April Hunter’s husband, Kevin, has given her flowers on the same day every month for the past 12 years.
As in, every month for 12 years.
That’s 144 bunches of flowers. Or, if you consider the average bouquet contains 12 flowers, that’s roughly 1,728 flowers.
And that doesn’t include Valentine’s Day or other special occasions, which, by the way, he also honors with flowers.
“He’s just awesome like that,” his wife said.
It all started one night over a game of Bunco before the Ballentine couple — both USC students who met while working in Columbia — were married.
An older woman at the “ladies game night” began telling April about her husband of 20 years. Each month, on the couple’s wedding date, the husband gave his wife flowers. “That was just amazing to me,” April said.
April was so impressed she repeated the story to Kevin, not thinking he’d take the tale of that 20-year love story to heart.
Almost a year later, April and Kevin were married in an outdoor ceremony on Sept. 25 at Lake Murray. And exactly one month later, to the day, the first bouquet showed up.
“I was so surprised,” April said. “I had no idea he’d even remembered.”
And every month since, on or around the 25th, Kevin has managed to send his wife flowers.
“It started as a sort of ‘Let me see if I can make this happen,’” Kevin said. “Throughout the years I’ve been able to keep it going.”
There have been roses, carnations and calla lilies, and even plants for the couple’s yard. They’ve been as simple as a bouquet picked up from the local grocery for a few dollars to the elegant — a dozen roses purchased from the florist.
But no matter what the cost, the flowers, Kevin said, have been a way for the couple to stay connected, especially in the early years when both were busy building businesses of their own, and Kevin traveled a lot.
“I’ve ordered from Tokyo, from Spain, and just about every state in the U.S.,” said Kevin, who has set up the monthly flower delivery as an appointment in Outlook.
He even managed to produce a bouquet when the couple found themselves “out in the middle of nowhere” while vacationing in Australia.
“But he’s always been like that,” April said. “Even when I was in school he would leave a rose or a little note on my car window or leave flowers on my door step.”
And while the flowers have won big points with his wife, they haven’t always gone over so well with his buddies.
“They’ve said, ‘Dude, you’re making us look bad,’” Kevin said, laughing. “But secretly they think it’s cool. Privately, they’ve all said, ‘Man, that’s awesome.’”
For April, now a busy mother of two, the flowers have meant the world to her, though she said she never wants to take Kevin or the flowers for granted.
“He has made it a priority to remember and that means a lot to me,” she said.
For Kevin, who recently got his son, Grant, in the act when he had the 5-year-old make the monthly deliver — s a bouquet of tiny daisies — it’s all about setting an example.
“I hope someday he does it for the special someone in his life,” Kevin said.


- [Task item]:
Where a line in the records below includes "image", pull that line out.

- [Data section]:
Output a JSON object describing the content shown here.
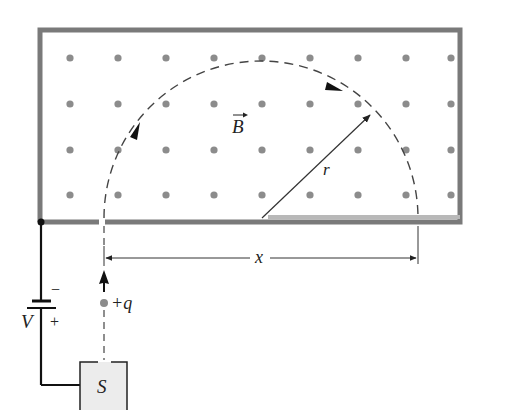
{
  "diagram": {
    "labels": {
      "field": "B",
      "radius": "r",
      "distance": "x",
      "charge": "+q",
      "voltage": "V",
      "battery_minus": "−",
      "battery_plus": "+",
      "source": "S"
    },
    "colors": {
      "wall": "#7a7a7a",
      "dot": "#8c8c8c",
      "detector": "#b8b8b8",
      "source_fill": "#ececec",
      "line": "#222222",
      "path": "#444444"
    },
    "field_dots": {
      "columns": [
        70,
        118,
        166,
        214,
        262,
        310,
        358,
        406,
        451
      ],
      "rows": [
        58,
        104,
        150,
        195
      ]
    }
  }
}
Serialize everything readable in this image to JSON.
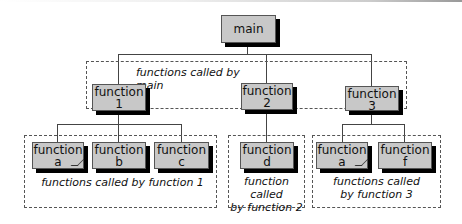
{
  "diagram": {
    "root": {
      "line1": "main"
    },
    "level1_group_caption": "functions called by main",
    "level1": [
      {
        "line1": "function",
        "line2": "1"
      },
      {
        "line1": "function",
        "line2": "2"
      },
      {
        "line1": "function",
        "line2": "3"
      }
    ],
    "groups": [
      {
        "caption": "functions called by function 1",
        "children": [
          {
            "line1": "function",
            "line2": "a"
          },
          {
            "line1": "function",
            "line2": "b"
          },
          {
            "line1": "function",
            "line2": "c"
          }
        ]
      },
      {
        "caption_line1": "function called",
        "caption_line2": "by function 2",
        "children": [
          {
            "line1": "function",
            "line2": "d"
          }
        ]
      },
      {
        "caption_line1": "functions called",
        "caption_line2": "by function 3",
        "children": [
          {
            "line1": "function",
            "line2": "a"
          },
          {
            "line1": "function",
            "line2": "f"
          }
        ]
      }
    ]
  }
}
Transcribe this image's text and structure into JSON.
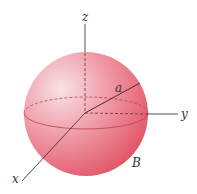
{
  "figure": {
    "type": "sphere-with-axes",
    "labels": {
      "z_axis": "z",
      "y_axis": "y",
      "x_axis": "x",
      "radius": "a",
      "region": "B"
    },
    "colors": {
      "sphere_highlight": "#f8dde2",
      "sphere_mid": "#ef8a97",
      "sphere_shadow": "#e04a5c",
      "axis": "#3a3a3a",
      "equator": "#b8404f"
    }
  }
}
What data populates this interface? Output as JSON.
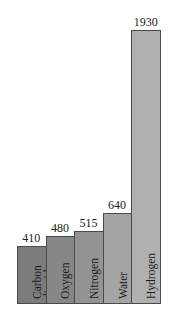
{
  "chart_data": {
    "type": "bar",
    "title": "",
    "xlabel": "",
    "ylabel": "",
    "categories": [
      "Carbon dioxide",
      "Oxygen",
      "Nitrogen",
      "Water",
      "Hydrogen"
    ],
    "values": [
      410,
      480,
      515,
      640,
      1930
    ],
    "ylim": [
      0,
      1930
    ],
    "grid": false,
    "legend": null,
    "colors": [
      "#7c7c7c",
      "#878787",
      "#939393",
      "#a4a4a4",
      "#b0b0b0"
    ]
  },
  "bars": [
    {
      "label": "Carbon\ndioxide",
      "line1": "Carbon",
      "line2": "dioxide",
      "value": "410",
      "color": "#7c7c7c"
    },
    {
      "label": "Oxygen",
      "value": "480",
      "color": "#878787"
    },
    {
      "label": "Nitrogen",
      "value": "515",
      "color": "#939393"
    },
    {
      "label": "Water",
      "value": "640",
      "color": "#a4a4a4"
    },
    {
      "label": "Hydrogen",
      "value": "1930",
      "color": "#b0b0b0"
    }
  ]
}
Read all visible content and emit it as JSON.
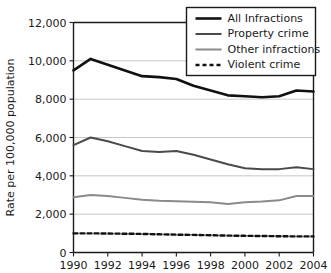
{
  "chart_data": {
    "type": "line",
    "title": "",
    "xlabel": "",
    "ylabel": "Rate per 100,000 population",
    "x": [
      1990,
      1991,
      1992,
      1993,
      1994,
      1995,
      1996,
      1997,
      1998,
      1999,
      2000,
      2001,
      2002,
      2003,
      2004
    ],
    "xlim": [
      1990,
      2004
    ],
    "ylim": [
      0,
      12000
    ],
    "grid": true,
    "legend_position": "top-right",
    "xtick_labels": [
      "1990",
      "1992",
      "1994",
      "1996",
      "1998",
      "2000",
      "2002",
      "2004"
    ],
    "xtick_values": [
      1990,
      1992,
      1994,
      1996,
      1998,
      2000,
      2002,
      2004
    ],
    "ytick_labels": [
      "0",
      "2,000",
      "4,000",
      "6,000",
      "8,000",
      "10,000",
      "12,000"
    ],
    "ytick_values": [
      0,
      2000,
      4000,
      6000,
      8000,
      10000,
      12000
    ],
    "series": [
      {
        "name": "All Infractions",
        "color": "#111111",
        "width": 2.6,
        "dash": "none",
        "values": [
          9500,
          10100,
          9800,
          9500,
          9200,
          9150,
          9050,
          8700,
          8450,
          8200,
          8150,
          8100,
          8150,
          8450,
          8400
        ]
      },
      {
        "name": "Property crime",
        "color": "#4a4a4a",
        "width": 2.0,
        "dash": "none",
        "values": [
          5600,
          6000,
          5800,
          5550,
          5300,
          5250,
          5300,
          5100,
          4850,
          4600,
          4400,
          4350,
          4350,
          4450,
          4350
        ]
      },
      {
        "name": "Other infractions",
        "color": "#8a8a8a",
        "width": 2.0,
        "dash": "none",
        "values": [
          2880,
          3000,
          2950,
          2850,
          2750,
          2700,
          2680,
          2650,
          2620,
          2530,
          2620,
          2660,
          2720,
          2950,
          2950
        ]
      },
      {
        "name": "Violent crime",
        "color": "#111111",
        "width": 2.4,
        "dash": "4 3",
        "values": [
          1000,
          1000,
          990,
          980,
          970,
          950,
          930,
          920,
          900,
          880,
          870,
          860,
          850,
          840,
          840
        ]
      }
    ]
  }
}
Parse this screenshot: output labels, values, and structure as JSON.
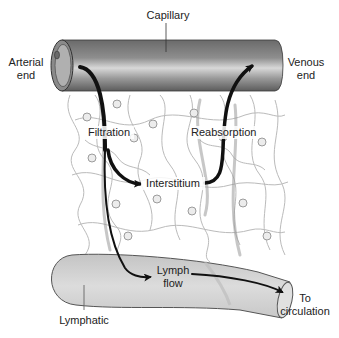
{
  "diagram": {
    "labels": {
      "capillary": "Capillary",
      "arterial_end_line1": "Arterial",
      "arterial_end_line2": "end",
      "venous_end_line1": "Venous",
      "venous_end_line2": "end",
      "filtration": "Filtration",
      "reabsorption": "Reabsorption",
      "interstitium": "Interstitium",
      "lymph_flow_line1": "Lymph",
      "lymph_flow_line2": "flow",
      "lymphatic": "Lymphatic",
      "to_circulation_line1": "To",
      "to_circulation_line2": "circulation"
    },
    "colors": {
      "capillary_dark": "#5a5a5a",
      "capillary_light": "#c8c8c8",
      "lymphatic_fill": "#d4d4d4",
      "tissue_fibers": "#b0b0b0",
      "arrow": "#111111",
      "text": "#222222"
    }
  }
}
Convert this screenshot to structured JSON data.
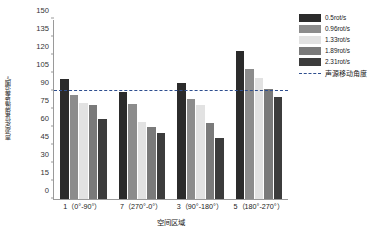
{
  "chart_data": {
    "type": "bar",
    "title": "",
    "xlabel": "空间区域",
    "ylabel": "声源定位角度误差范围/°",
    "ylim": [
      0,
      150
    ],
    "ytick_step": 15,
    "yticks": [
      0,
      15,
      30,
      45,
      60,
      75,
      90,
      105,
      120,
      135,
      150
    ],
    "grid": false,
    "legend_position": "right",
    "categories": [
      "1（0°-90°）",
      "7（270°-0°）",
      "3（90°-180°）",
      "5（180°-270°）"
    ],
    "series": [
      {
        "name": "0.5rot/s",
        "color": "#2b2b2b",
        "values": [
          100,
          89,
          97,
          123
        ]
      },
      {
        "name": "0.96rot/s",
        "color": "#8c8c8c",
        "values": [
          87,
          79,
          83,
          108
        ]
      },
      {
        "name": "1.33rot/s",
        "color": "#e2e2e2",
        "values": [
          80,
          64,
          78,
          101
        ]
      },
      {
        "name": "1.89rot/s",
        "color": "#7a7a7a",
        "values": [
          78,
          60,
          63,
          92
        ]
      },
      {
        "name": "2.31rot/s",
        "color": "#3c3c3c",
        "values": [
          67,
          55,
          51,
          85
        ]
      }
    ],
    "reference_line": {
      "label": "声源移动角度",
      "value": 90,
      "color": "#2f4f8f",
      "style": "dashed"
    }
  },
  "legend": {
    "items": [
      {
        "label": "0.5rot/s",
        "type": "swatch"
      },
      {
        "label": "0.96rot/s",
        "type": "swatch"
      },
      {
        "label": "1.33rot/s",
        "type": "swatch"
      },
      {
        "label": "1.89rot/s",
        "type": "swatch"
      },
      {
        "label": "2.31rot/s",
        "type": "swatch"
      },
      {
        "label": "声源移动角度",
        "type": "dash"
      }
    ]
  }
}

- [Reply]:
Serialize everything readable in this image to JSON.
Transcribe this image's text and structure into JSON.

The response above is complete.